8/10
General Bullmoose meets The Lobster Lady
25 October 2005
It Happened to Jane presents Doris Day as a woman on a mission. She's inherited a lobster business from her late husband and due to some cost cutting on the railroad that President Ernie Kovacs has put through, her lobsters were dead on arrival at their destination.

I'd be burned up as well and Doris and lawyer Jack Lemmon sue the railroad. They win a nominal sum, but that ain't good enough. They both carry on the fight and she becomes a media star. Kind of like a Fifties version of Erin Brockovich.

Of course all of this is done at the incredible stupidity and abominable sense of public relations that Ernie Kovacs has. His character is yet another version of Al Capp's General Bullmoose. And that character was a satire on Eisenhower's first Defense Secretary Charles E. Wilson. Wilson at his confirmation hearings uttered that never to be forgotten phrase that he had always operated on the principle that what was good for General Motors was good for the USA. Wilson was a fatuous sort of gent, just like Ernie Kovacs here. I'd have to say Kovacs was having a whale of a good time in this part.

The movie had some nice location shooting which definitely helped. And I completely agree with the previous reviewer who said that Lemmon and Day meshed nicely together as a team. It is a pity they weren't ever teamed again.

A favorite character part in the film for me is Russ Brown who plays Day's uncle and a former railroad engineer, a fact that comes in handy during the climax of the film.

It's a nice family film, but it also gets in a few good satirical shots at American business types.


Exercise: Below are the records; pull every line that includes "this".

##########

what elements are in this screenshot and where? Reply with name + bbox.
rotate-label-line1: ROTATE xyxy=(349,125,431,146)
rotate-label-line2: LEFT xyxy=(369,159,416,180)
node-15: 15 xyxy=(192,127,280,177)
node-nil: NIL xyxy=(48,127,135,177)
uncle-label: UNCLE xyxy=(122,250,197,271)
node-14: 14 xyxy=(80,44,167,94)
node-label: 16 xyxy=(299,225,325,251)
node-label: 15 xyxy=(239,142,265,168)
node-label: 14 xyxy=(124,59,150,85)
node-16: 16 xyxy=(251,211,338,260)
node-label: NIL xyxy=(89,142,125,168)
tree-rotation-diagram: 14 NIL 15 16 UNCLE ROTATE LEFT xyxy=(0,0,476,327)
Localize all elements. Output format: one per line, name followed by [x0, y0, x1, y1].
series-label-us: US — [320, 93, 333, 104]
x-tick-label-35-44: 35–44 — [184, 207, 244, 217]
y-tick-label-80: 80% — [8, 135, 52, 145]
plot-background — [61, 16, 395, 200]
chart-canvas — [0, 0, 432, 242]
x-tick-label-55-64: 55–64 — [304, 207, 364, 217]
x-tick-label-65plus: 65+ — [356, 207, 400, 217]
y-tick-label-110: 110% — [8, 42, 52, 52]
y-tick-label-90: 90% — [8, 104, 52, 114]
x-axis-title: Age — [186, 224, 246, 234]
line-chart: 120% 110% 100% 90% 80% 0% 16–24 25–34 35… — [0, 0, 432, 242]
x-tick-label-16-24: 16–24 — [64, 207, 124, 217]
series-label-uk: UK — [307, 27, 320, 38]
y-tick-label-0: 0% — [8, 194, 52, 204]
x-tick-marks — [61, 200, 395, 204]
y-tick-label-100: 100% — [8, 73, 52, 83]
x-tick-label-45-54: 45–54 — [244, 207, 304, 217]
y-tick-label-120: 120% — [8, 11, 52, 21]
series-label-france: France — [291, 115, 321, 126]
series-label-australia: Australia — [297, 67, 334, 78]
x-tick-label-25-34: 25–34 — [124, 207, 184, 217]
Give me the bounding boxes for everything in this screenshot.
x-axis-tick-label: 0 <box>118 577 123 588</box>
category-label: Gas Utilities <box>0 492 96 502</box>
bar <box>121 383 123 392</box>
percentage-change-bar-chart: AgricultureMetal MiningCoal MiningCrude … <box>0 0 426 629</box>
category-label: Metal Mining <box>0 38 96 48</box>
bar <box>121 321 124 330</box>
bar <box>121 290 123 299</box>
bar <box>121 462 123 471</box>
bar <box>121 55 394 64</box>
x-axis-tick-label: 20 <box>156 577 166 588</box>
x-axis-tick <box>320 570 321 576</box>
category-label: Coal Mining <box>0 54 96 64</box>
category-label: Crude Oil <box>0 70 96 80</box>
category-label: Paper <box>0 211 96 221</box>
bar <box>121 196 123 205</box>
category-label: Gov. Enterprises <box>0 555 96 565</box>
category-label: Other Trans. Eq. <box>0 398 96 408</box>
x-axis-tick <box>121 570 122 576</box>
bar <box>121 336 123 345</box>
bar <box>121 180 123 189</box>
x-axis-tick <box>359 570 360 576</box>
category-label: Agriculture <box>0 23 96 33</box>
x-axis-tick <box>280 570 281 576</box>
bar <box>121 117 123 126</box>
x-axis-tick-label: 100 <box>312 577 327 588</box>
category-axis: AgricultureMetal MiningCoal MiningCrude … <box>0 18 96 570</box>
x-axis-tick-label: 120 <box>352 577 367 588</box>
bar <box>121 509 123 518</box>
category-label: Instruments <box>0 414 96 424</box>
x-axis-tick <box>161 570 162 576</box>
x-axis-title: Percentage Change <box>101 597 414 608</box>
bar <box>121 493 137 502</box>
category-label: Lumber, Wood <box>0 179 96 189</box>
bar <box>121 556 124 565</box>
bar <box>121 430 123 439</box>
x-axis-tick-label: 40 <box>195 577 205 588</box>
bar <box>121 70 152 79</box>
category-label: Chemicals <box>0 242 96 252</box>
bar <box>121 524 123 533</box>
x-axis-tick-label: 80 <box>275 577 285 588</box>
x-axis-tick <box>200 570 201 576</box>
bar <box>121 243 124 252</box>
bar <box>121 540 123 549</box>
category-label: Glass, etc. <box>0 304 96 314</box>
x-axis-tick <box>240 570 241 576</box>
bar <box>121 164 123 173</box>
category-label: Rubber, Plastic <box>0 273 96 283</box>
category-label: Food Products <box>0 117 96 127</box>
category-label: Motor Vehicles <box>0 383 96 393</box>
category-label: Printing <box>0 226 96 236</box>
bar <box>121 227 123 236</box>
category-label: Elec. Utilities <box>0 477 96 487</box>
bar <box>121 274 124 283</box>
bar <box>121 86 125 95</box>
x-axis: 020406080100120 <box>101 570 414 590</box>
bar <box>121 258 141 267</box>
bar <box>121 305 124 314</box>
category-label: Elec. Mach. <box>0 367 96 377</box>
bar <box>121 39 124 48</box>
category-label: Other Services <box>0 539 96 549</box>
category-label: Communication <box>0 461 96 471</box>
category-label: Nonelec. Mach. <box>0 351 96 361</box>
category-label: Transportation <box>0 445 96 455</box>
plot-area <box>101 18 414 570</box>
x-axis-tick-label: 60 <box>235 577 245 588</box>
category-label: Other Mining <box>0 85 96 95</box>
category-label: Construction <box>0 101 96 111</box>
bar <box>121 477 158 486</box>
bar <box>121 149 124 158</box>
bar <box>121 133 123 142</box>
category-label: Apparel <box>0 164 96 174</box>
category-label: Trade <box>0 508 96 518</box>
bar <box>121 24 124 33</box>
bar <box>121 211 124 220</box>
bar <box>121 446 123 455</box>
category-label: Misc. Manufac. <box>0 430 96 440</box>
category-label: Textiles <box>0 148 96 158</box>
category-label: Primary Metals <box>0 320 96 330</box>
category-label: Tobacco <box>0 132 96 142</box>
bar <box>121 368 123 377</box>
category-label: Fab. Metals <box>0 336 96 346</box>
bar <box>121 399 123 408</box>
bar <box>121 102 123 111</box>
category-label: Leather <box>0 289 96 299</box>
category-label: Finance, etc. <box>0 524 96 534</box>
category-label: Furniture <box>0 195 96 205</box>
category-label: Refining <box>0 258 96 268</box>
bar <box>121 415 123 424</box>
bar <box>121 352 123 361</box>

##########

Finished task:
what elements are in this screenshot and where? Reply with name + bbox.
Give me the bounding boxes for everything in this screenshot.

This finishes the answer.